An ultrafast laser has revealed the existence of a new semiconductor quasiparticle, a microscopic, liquid-like, but short-lived, droplet of electrons and holes clustered together that can be created inside solid materials and have predictable behavior. The new particle is more complex than the simplest example of a quasiparticle, an exciton, which is simply a single electron and a single hole paired up through electrostatic forces.
Writing in the journal Nature, Steven Cundiff of the University of Colorado, in Boulder, Colorado, USA, and colleagues there and at Philipps-University Marburg, Germany, have identified an unpaired arrangement of electrons and holes, which they refer to as a “dropleton”. The entity has well-ordered energy levels but also has some of the characteristics of a liquid, such as forming ripples. The liquid-like behavior is manifest only below a finite size above which the association between electrons and holes disappears [Almand-Hunter, et al. Nature 506 (2014) 471–475].
“Electron–hole droplets are known in semiconductors, but they usually contain thousands to millions of electrons and holes,” explains Cundiff. “Here we are talking about droplets with around five electrons and five holes.” The quasiparticle revealed by Cundiff and colleagues exists for a mere 25 picoseconds but that is long enough for the team to investigate how light interacts with such novel forms of matter and highly correlated states of matter. Cundiff concedes that nobody is going to build a quantum droplet widget. “Nevertheless, this does have indirect benefits in terms of improving our understanding of how electrons interact in various situations, including in optoelectronic devices,” he suggests.
The new quasiparticle was created by exciting a gallium-arsenide semiconductor with an ultrafast red laser, pulsing 100 million times per second. “The pulses generate electrons and holes, and properly correlated photons directly generate dropletons above well-defined threshold intensities, which makes dropletons extremely sensitive to quantum-optical fluctuations of the light,” Marburg's Mackillo Kira told Materials Today.
The Colorado team's experimental data on energy levels of individual droplet rings pairs well with the theoretical many-body calculations carried out by the Marburg team showing that each energy level within the quantum droplet could be accessed by tweaking the quantum-optical correlations of laser pulses to match dropleton's particle correlations.
“We are particularly interested to study the quantum emission properties of dropletons,” Marburg's Kira told us. “In this connection, it is interesting to study how long and well quantum-optical fluctuations are stored to and retrieved from dropletons. This information helps us to understand how to entangle photons with large many-body systems with the intention to develop solid-state-based quantum-information protocols. Since dropletons are also relatively large, we intend to image them directly, which should complement the time resolved spectral information we have collected so far.”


■ EXERCISE DETAILS
Search the records for the string "upward". Copy each line where it occurs.

• • • • • • •

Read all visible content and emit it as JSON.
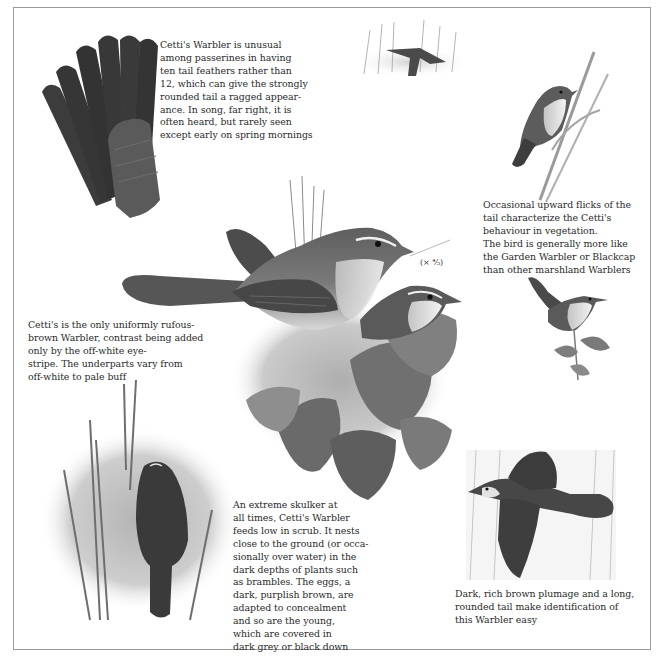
{
  "page": {
    "subject": "Cetti's Warbler",
    "palette": {
      "background": "#ffffff",
      "frame": "#9a9a9a",
      "text": "#2a2a2a",
      "plumage_dark": "#3a3a3a",
      "plumage_mid": "#6b6b6b",
      "underparts": "#e6e6e6",
      "foliage": "#8c8c8c",
      "foliage_light": "#c8c8c8"
    }
  },
  "captions": {
    "tail_feathers": "Cetti's Warbler is unusual\namong passerines in having\nten tail feathers rather than\n12, which can give the strongly\nrounded tail a ragged appear-\nance. In song, far right, it is\noften heard, but rarely seen\nexcept early on spring mornings",
    "tail_flicks": "Occasional upward flicks of the\ntail characterize the Cetti's\nbehaviour in vegetation.\nThe bird is generally more like\nthe Garden Warbler or Blackcap\nthan other marshland Warblers",
    "coloration": "Cetti's is the only uniformly rufous-\nbrown Warbler, contrast being added\nonly by the off-white eye-\nstripe. The underparts vary from\noff-white to pale buff",
    "skulker": "An extreme skulker at\nall times, Cetti's Warbler\nfeeds low in scrub. It nests\nclose to the ground (or occa-\nsionally over water) in the\ndark depths of plants such\nas brambles. The eggs, a\ndark, purplish brown, are\nadapted to concealment\nand so are the young,\nwhich are covered in\ndark grey or black down",
    "flight": "Dark, rich brown plumage and a long,\nrounded tail make identification of\nthis Warbler easy"
  },
  "scale_label": "(× ⁴⁄₅)",
  "illustrations": [
    {
      "id": "tail-fan",
      "label": "spread tail feathers"
    },
    {
      "id": "bird-in-grass-flight",
      "label": "bird low over grass"
    },
    {
      "id": "singing-bird-on-reed",
      "label": "singing bird on reed stem"
    },
    {
      "id": "main-pair",
      "label": "two warblers perched on bramble"
    },
    {
      "id": "bird-tail-cocked",
      "label": "bird with tail flicked upward"
    },
    {
      "id": "bird-at-nest",
      "label": "bird at nest in scrub, seen from behind"
    },
    {
      "id": "bird-in-flight",
      "label": "bird in flight over grass"
    }
  ]
}
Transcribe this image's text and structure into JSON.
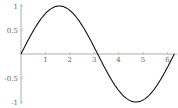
{
  "chart_data": {
    "type": "line",
    "title": "",
    "xlabel": "",
    "ylabel": "",
    "function": "sin(x)",
    "xlim": [
      0,
      6.283
    ],
    "ylim": [
      -1,
      1
    ],
    "grid": false,
    "legend": null,
    "x_ticks": [
      "1",
      "2",
      "3",
      "4",
      "5",
      "6"
    ],
    "y_ticks": [
      "-1",
      "-0.5",
      "0.5",
      "1"
    ],
    "series": [
      {
        "name": "sin(x)",
        "x": [
          0,
          0.5,
          1,
          1.5708,
          2,
          2.5,
          3,
          3.1416,
          3.5,
          4,
          4.7124,
          5,
          5.5,
          6,
          6.2832
        ],
        "values": [
          0,
          0.479,
          0.841,
          1,
          0.909,
          0.598,
          0.141,
          0,
          -0.351,
          -0.757,
          -1,
          -0.959,
          -0.706,
          -0.279,
          0
        ]
      }
    ],
    "color": "#000000"
  }
}
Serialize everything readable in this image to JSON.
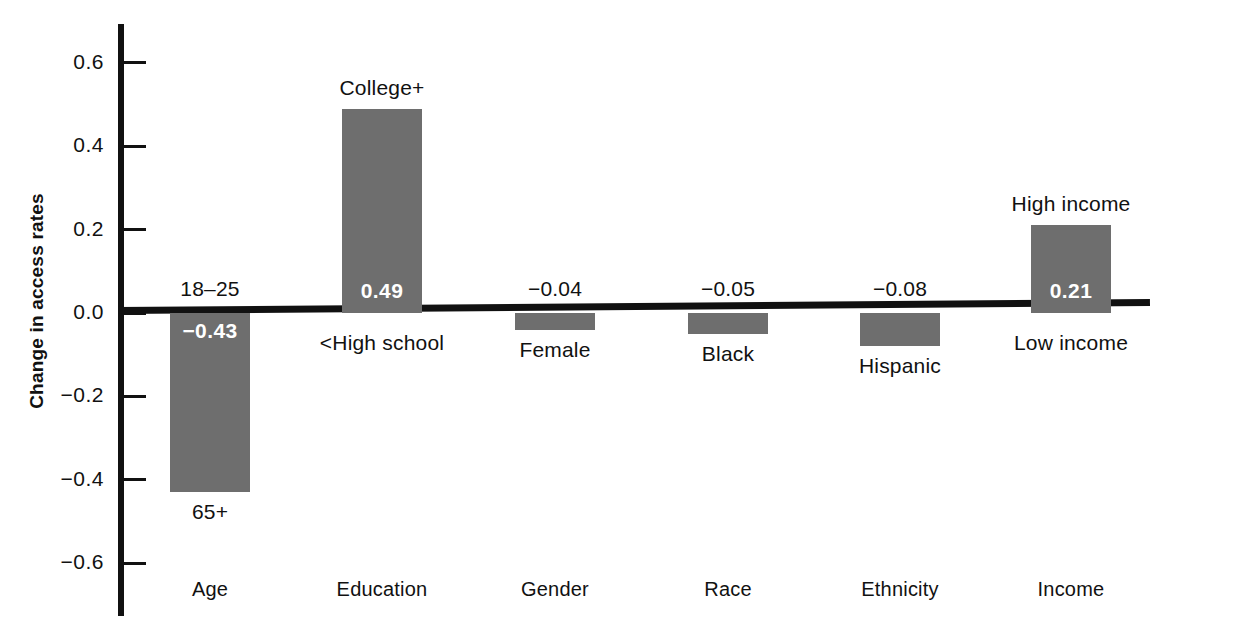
{
  "chart_data": {
    "type": "bar",
    "title": "",
    "subtitle": "",
    "xlabel": "",
    "ylabel": "Change in access rates",
    "ylim": [
      -0.7,
      0.68
    ],
    "grid": false,
    "legend": null,
    "orientation": "vertical",
    "bar_color": "#6e6e6e",
    "axis_color": "#111111",
    "yticks": [
      "0.6",
      "0.4",
      "0.2",
      "0.0",
      "−0.2",
      "−0.4",
      "−0.6"
    ],
    "ytick_values": [
      0.6,
      0.4,
      0.2,
      0.0,
      -0.2,
      -0.4,
      -0.6
    ],
    "categories": [
      "Age",
      "Education",
      "Gender",
      "Race",
      "Ethnicity",
      "Income"
    ],
    "values": [
      -0.43,
      0.49,
      -0.04,
      -0.05,
      -0.08,
      0.21
    ],
    "bars": [
      {
        "group": "Age",
        "value": -0.43,
        "value_label": "−0.43",
        "value_label_inside": true,
        "top_label": "18–25",
        "bottom_label": "65+"
      },
      {
        "group": "Education",
        "value": 0.49,
        "value_label": "0.49",
        "value_label_inside": true,
        "top_label": "College+",
        "bottom_label": "<High school"
      },
      {
        "group": "Gender",
        "value": -0.04,
        "value_label": "−0.04",
        "value_label_inside": false,
        "top_label": "",
        "bottom_label": "Female"
      },
      {
        "group": "Race",
        "value": -0.05,
        "value_label": "−0.05",
        "value_label_inside": false,
        "top_label": "",
        "bottom_label": "Black"
      },
      {
        "group": "Ethnicity",
        "value": -0.08,
        "value_label": "−0.08",
        "value_label_inside": false,
        "top_label": "",
        "bottom_label": "Hispanic"
      },
      {
        "group": "Income",
        "value": 0.21,
        "value_label": "0.21",
        "value_label_inside": true,
        "top_label": "High income",
        "bottom_label": "Low income"
      }
    ]
  }
}
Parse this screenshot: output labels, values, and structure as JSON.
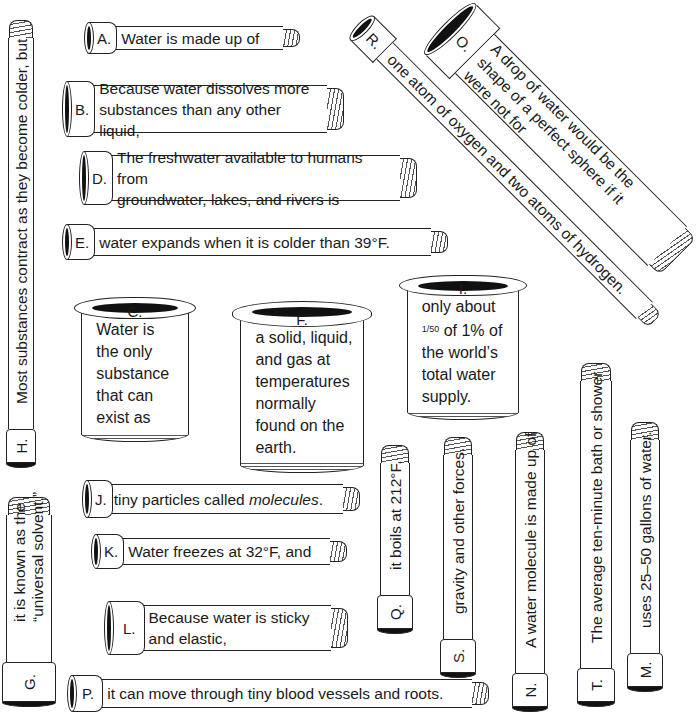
{
  "worksheet": {
    "pipes": {
      "A": {
        "label": "A.",
        "text": "Water is made up of"
      },
      "B": {
        "label": "B.",
        "line1": "Because water dissolves more",
        "line2": "substances than any other liquid,"
      },
      "C": {
        "label": "C.",
        "lines": [
          "Water is",
          "the only",
          "substance",
          "that can",
          "exist as"
        ]
      },
      "D": {
        "label": "D.",
        "line1": "The freshwater available to humans from",
        "line2": "groundwater, lakes, and rivers is"
      },
      "E": {
        "label": "E.",
        "text": "water expands when it is colder than 39°F."
      },
      "F": {
        "label": "F.",
        "lines": [
          "a solid, liquid,",
          "and gas at",
          "temperatures",
          "normally",
          "found on the",
          "earth."
        ]
      },
      "G": {
        "label": "G.",
        "line1": "it is known as the",
        "line2": "“universal solvent.”"
      },
      "H": {
        "label": "H.",
        "text": "Most substances contract as they become colder, but"
      },
      "I": {
        "label": "I.",
        "line1": "only about",
        "fraction": "1/50",
        "line2_rest": " of 1% of",
        "line3": "the world’s",
        "line4": "total water",
        "line5": "supply."
      },
      "J": {
        "label": "J.",
        "text_before": "tiny particles called ",
        "text_em": "molecules",
        "text_after": "."
      },
      "K": {
        "label": "K.",
        "text": "Water freezes at 32°F, and"
      },
      "L": {
        "label": "L.",
        "line1": "Because water is sticky",
        "line2": "and elastic,"
      },
      "M": {
        "label": "M.",
        "text": "uses 25–50 gallons of water."
      },
      "N": {
        "label": "N.",
        "text": "A water molecule is made up of"
      },
      "O": {
        "label": "O.",
        "line1": "A drop of water would be the",
        "line2": "shape of a perfect sphere if it",
        "line3": "were not for"
      },
      "P": {
        "label": "P.",
        "text": "it can move through tiny blood vessels and roots."
      },
      "Q": {
        "label": "Q.",
        "text": "it boils at 212°F."
      },
      "R": {
        "label": "R.",
        "text": "one atom of oxygen and two atoms of hydrogen."
      },
      "S": {
        "label": "S.",
        "text": "gravity and other forces."
      },
      "T": {
        "label": "T.",
        "text": "The average ten-minute bath or shower"
      }
    }
  }
}
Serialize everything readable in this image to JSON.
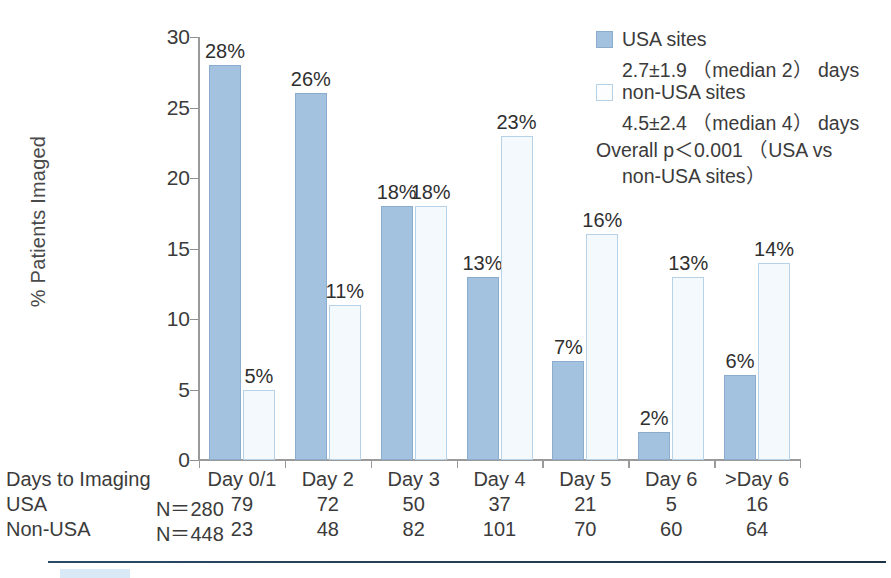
{
  "chart_data": {
    "type": "bar",
    "title": "",
    "xlabel": "Days to Imaging",
    "ylabel": "% Patients Imaged",
    "ylim": [
      0,
      30
    ],
    "yticks": [
      0,
      5,
      10,
      15,
      20,
      25,
      30
    ],
    "grid": false,
    "legend_position": "top-right",
    "categories": [
      "Day 0/1",
      "Day 2",
      "Day 3",
      "Day 4",
      "Day 5",
      "Day 6",
      ">Day 6"
    ],
    "series": [
      {
        "name": "USA sites",
        "values": [
          28,
          26,
          18,
          13,
          7,
          2,
          6
        ],
        "labels": [
          "28%",
          "26%",
          "18%",
          "13%",
          "7%",
          "2%",
          "6%"
        ],
        "color": "#a3c2e0",
        "n": 280,
        "counts": [
          79,
          72,
          50,
          37,
          21,
          5,
          16
        ],
        "summary": "2.7±1.9 （median 2） days"
      },
      {
        "name": "non-USA sites",
        "values": [
          5,
          11,
          18,
          23,
          16,
          13,
          14
        ],
        "labels": [
          "5%",
          "11%",
          "18%",
          "23%",
          "16%",
          "13%",
          "14%"
        ],
        "color": "#f3f9fd",
        "n": 448,
        "counts": [
          23,
          48,
          82,
          101,
          70,
          60,
          64
        ],
        "summary": "4.5±2.4 （median 4） days"
      }
    ],
    "annotations": [
      "Overall p＜0.001 （USA vs",
      "non-USA sites）"
    ]
  },
  "legend": {
    "series1_label": "USA sites",
    "series1_stats": "2.7±1.9 （median 2） days",
    "series2_label": "non-USA sites",
    "series2_stats": "4.5±2.4 （median 4） days",
    "pvalue_line1": "Overall p＜0.001 （USA vs",
    "pvalue_line2": "non-USA sites）"
  },
  "yaxis": {
    "title": "% Patients Imaged",
    "ticks": [
      "30",
      "25",
      "20",
      "15",
      "10",
      "5",
      "0"
    ]
  },
  "table": {
    "row1_label": "Days to Imaging",
    "row1_n": "",
    "row2_label": "USA",
    "row2_n": "N＝280",
    "row3_label": "Non-USA",
    "row3_n": "N＝448",
    "columns": [
      "Day 0/1",
      "Day 2",
      "Day 3",
      "Day 4",
      "Day 5",
      "Day 6",
      ">Day 6"
    ],
    "usa_counts": [
      "79",
      "72",
      "50",
      "37",
      "21",
      "5",
      "16"
    ],
    "nonusa_counts": [
      "23",
      "48",
      "82",
      "101",
      "70",
      "60",
      "64"
    ]
  },
  "bar_labels": {
    "usa": [
      "28%",
      "26%",
      "18%",
      "13%",
      "7%",
      "2%",
      "6%"
    ],
    "nonusa": [
      "5%",
      "11%",
      "18%",
      "23%",
      "16%",
      "13%",
      "14%"
    ]
  }
}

• • • • • • •

■ YOUR RESPONSE
    "tail_flicks": "Occasional upward flicks of the\ntail characterize the Cetti's\nbehaviour in vegetation.\nThe bird is generally more like\nthe Garden Warbler or Blackcap\nthan other marshland Warblers",
      "label": "bird with tail flicked upward"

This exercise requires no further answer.